What are the changes you have done in terms of realigning your portfolio in the last two or three months with domestic cyclicals, real estate or other stocks?
Real estate is doing very well but we have not bought anything. But we have bought Kotak Bank which was an underperformer. The whole BFSI space has remained an underperformer. We have bought India Energy Exchange as one of the shares in the recent past. We have bought Aptus Value Housing. We have exited Sona BLW which was an IPO listing.
PSU stocks are going up, How should one read it?
The PSU sector started getting rerated about 10-11 months ago based on various developments from the government side. There was the disinvestment secretary followed by announcement in the Budget, followed by actual actions. The trigger point is Air India being finally privatised. There is a clear indication to the market that now it is no longer just talk. It is now really in an action mood.
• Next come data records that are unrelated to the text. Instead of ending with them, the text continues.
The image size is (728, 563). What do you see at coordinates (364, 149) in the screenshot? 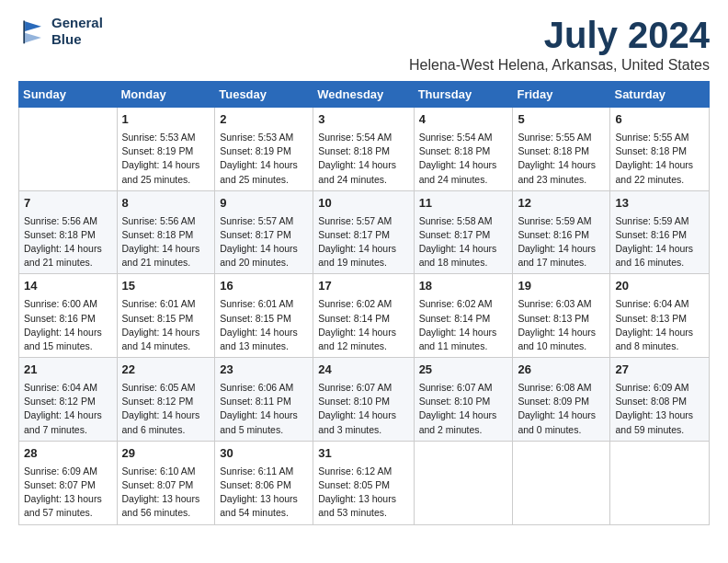
I see `calendar-cell: 3Sunrise: 5:54 AMSunset: 8:18 PMDaylight…` at bounding box center [364, 149].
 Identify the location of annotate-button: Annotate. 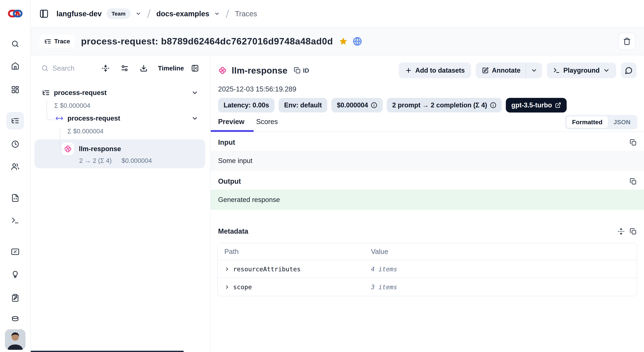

So, the reratings started 11 months ago and are continuing. The rerating is also being supported by the performance improvement in some of the sectors and companies. But stocks which are lined up for disinvestment will be the beneficiaries. Even others will have a rub off impact. The valuation for public sector stock is anyway has been significantly lower compared to their counterparts in the private sector. In fact, the public sector space is coming out of a long underperformance of about seven years till about December of 2020. That also resulted in institutional under ownership over the years. All these factors will come together and hopefully result in continued rerating for the public sector space.